Ken Bolton was born in Sydney in 1949. Since 1982 he has lived and worked in Adelaide where he runs Dark Horsey Books for the Experimental Art Foundation. He also runs a regular poetry reading called the Lee Marvin Readings, one of the longest running poetry readings in Australia featuring poets from interstate and local, plus the occasional drop-in overseas guest.
It is wonderful to scan the internet for interviews with both poets from various stages in their careers. Here’s Ken Bolton from http://jacketmagazine.com/27/bolton-mint.html
”The thing I was drawn to was that thinking should come with its context and provisionality evident and attached. Cards on the table. I was interested in a poetry that could think and employ the language of thought, but not the bullying certainty of discursive prose, nor the bardic insistence of ‘poetic’ language with its intimation of heightened perception, stronger and finer feeling. ”
From Peter Minter’s interview in Jacket2
Thinking should come with its context – Bolton writes what he is dealt on a daily basis, then notes the action, its time and place, and in editing puts the thinking into its context to make these heightened yet conversational poems. Many times he is writing his primary notes in a café – hence the title STARTING AT BASHEER’S – or at work at Dark Horsey Bookshop.
this notebook’s
beginning to fill up –
hard to find a run
of empty pages on
which to write.
from POEM (this notebook’s)
Oh to see that notebook! Those notebooks of Bolton’s long career would make a scintillating read. Someone once said, All good writing is re-writing. In Bolton’s case, all these good poems are enhanced from good editing. His lines about writing in these poems – most of them self-referential – are stated in straight-ahead language without the intellectual smokescreen of literary theory.
I have found some links in the earlier and continuing influences of both Brown and Bolton – Catullus, Appolinaire, Ted Berrigan and the New York Poets – and no doubt their concentrated influence on each other – and find it illuminating to quote from a couple of poets’ Statements of Poetics in the influential anthology The New American Poetry 1945-1960.
First, Frank O’Hara:
I am mainly preoccupied with the world as I experience it … I don’t think my experiences are clarified or made beautiful for myself or anyone else, they are just there in whatever form I can find them.
Followed by the thoughtful, at times jovial, Philip Whalen;
This poetry is a graph of a mind moving, which is a world body being here and now which is history …

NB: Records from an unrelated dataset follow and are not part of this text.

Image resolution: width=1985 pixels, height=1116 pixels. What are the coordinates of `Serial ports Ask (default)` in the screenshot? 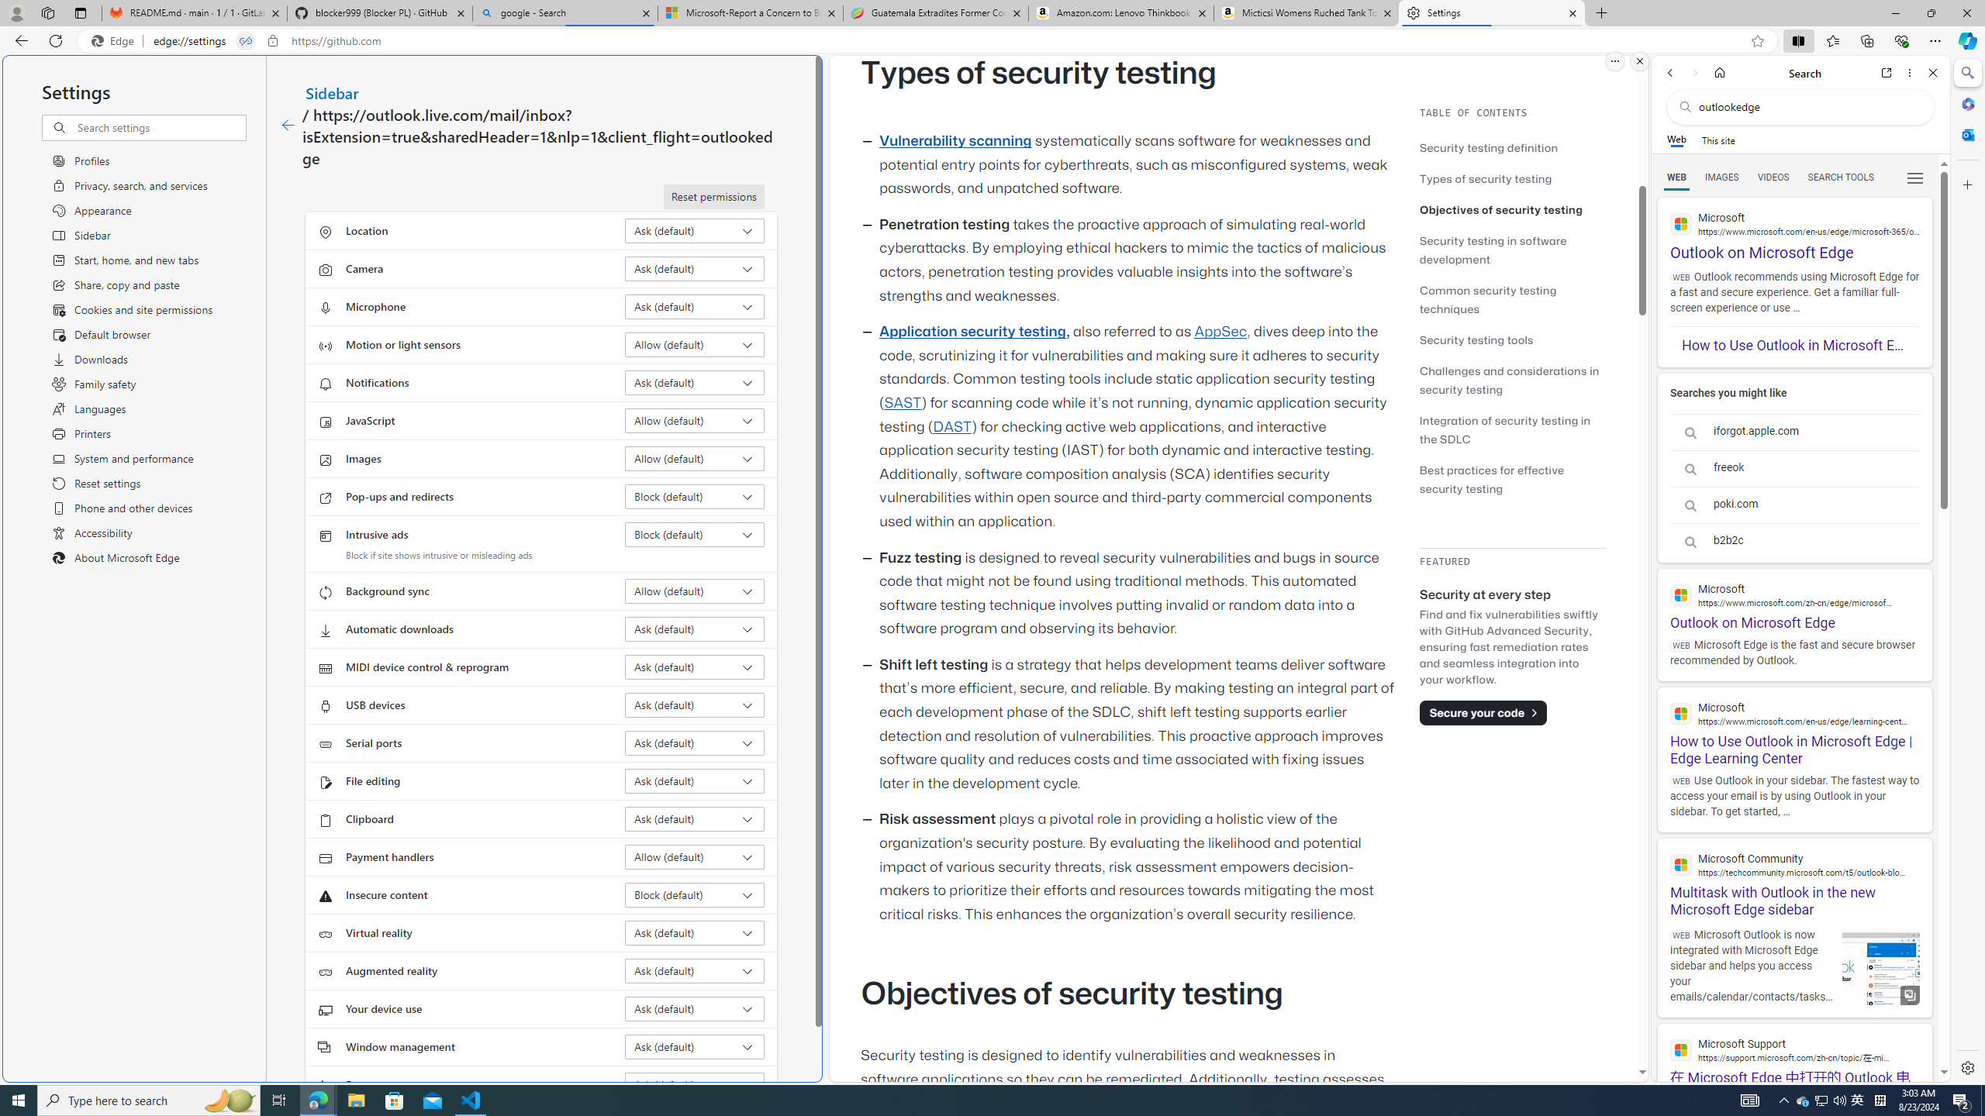 It's located at (695, 743).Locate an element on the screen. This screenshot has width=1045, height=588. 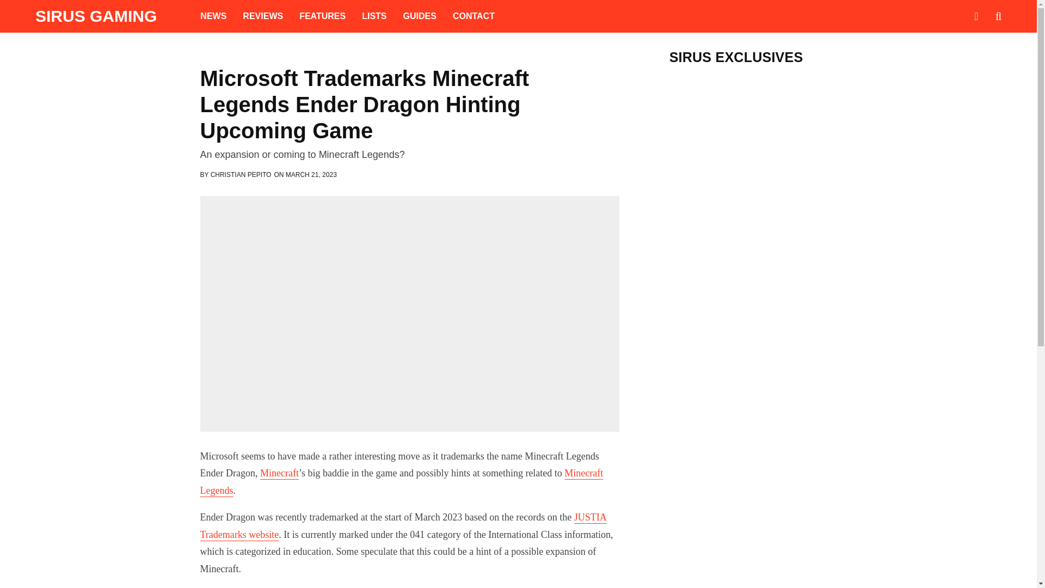
LISTS is located at coordinates (374, 16).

To close, on behalf of both these poets, I will present a Bolton poem, uncharacteristicly short, Each With Their Own:
Observations-
episodes in the history
of one’s attitudes.
Pam Brown, click here for what we do, Vagabond Press, 2018, 148pp pb, ISBN 978-1-922181-34-3, RRP $24.95
Ken Bolton, Starting at Basheer’s, Vagabond Press, 2018, 146pp pb, ISBN 978-1-922181-88-6, RRP $24.95
Andrew Burke is a widely published Australian poet with a baker’s dozen collections to his credit, plus a novel and short stories, and a string of book reviews and literary articles sprinkled over fifty years. He lives in Western Australia.